Start of The data

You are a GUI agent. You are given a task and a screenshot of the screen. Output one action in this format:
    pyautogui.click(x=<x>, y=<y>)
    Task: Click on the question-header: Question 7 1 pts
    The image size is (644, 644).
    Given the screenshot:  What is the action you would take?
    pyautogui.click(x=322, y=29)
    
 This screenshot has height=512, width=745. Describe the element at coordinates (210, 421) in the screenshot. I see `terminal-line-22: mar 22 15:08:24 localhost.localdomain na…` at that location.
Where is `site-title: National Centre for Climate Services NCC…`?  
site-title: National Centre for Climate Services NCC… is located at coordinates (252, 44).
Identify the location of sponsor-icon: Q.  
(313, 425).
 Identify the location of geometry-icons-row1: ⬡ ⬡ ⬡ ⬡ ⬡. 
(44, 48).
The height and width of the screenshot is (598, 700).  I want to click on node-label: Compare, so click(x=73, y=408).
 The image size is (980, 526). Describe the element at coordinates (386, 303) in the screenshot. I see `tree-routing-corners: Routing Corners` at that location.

End of The data
Start of The data

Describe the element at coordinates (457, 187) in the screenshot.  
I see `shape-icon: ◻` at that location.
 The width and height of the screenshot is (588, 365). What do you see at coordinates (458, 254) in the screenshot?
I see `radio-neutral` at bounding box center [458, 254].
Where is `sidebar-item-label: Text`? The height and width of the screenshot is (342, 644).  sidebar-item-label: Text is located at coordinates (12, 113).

End of The data

The response must hold only the lines above from the line with "You are a GUI" through the line with "The image size is (644, 644).", each copied exactly, both ends kept.

Answer to the exercise:
You are a GUI agent. You are given a task and a screenshot of the screen. Output one action in this format:
    pyautogui.click(x=<x>, y=<y>)
    Task: Click on the question-header: Question 7 1 pts
    The image size is (644, 644).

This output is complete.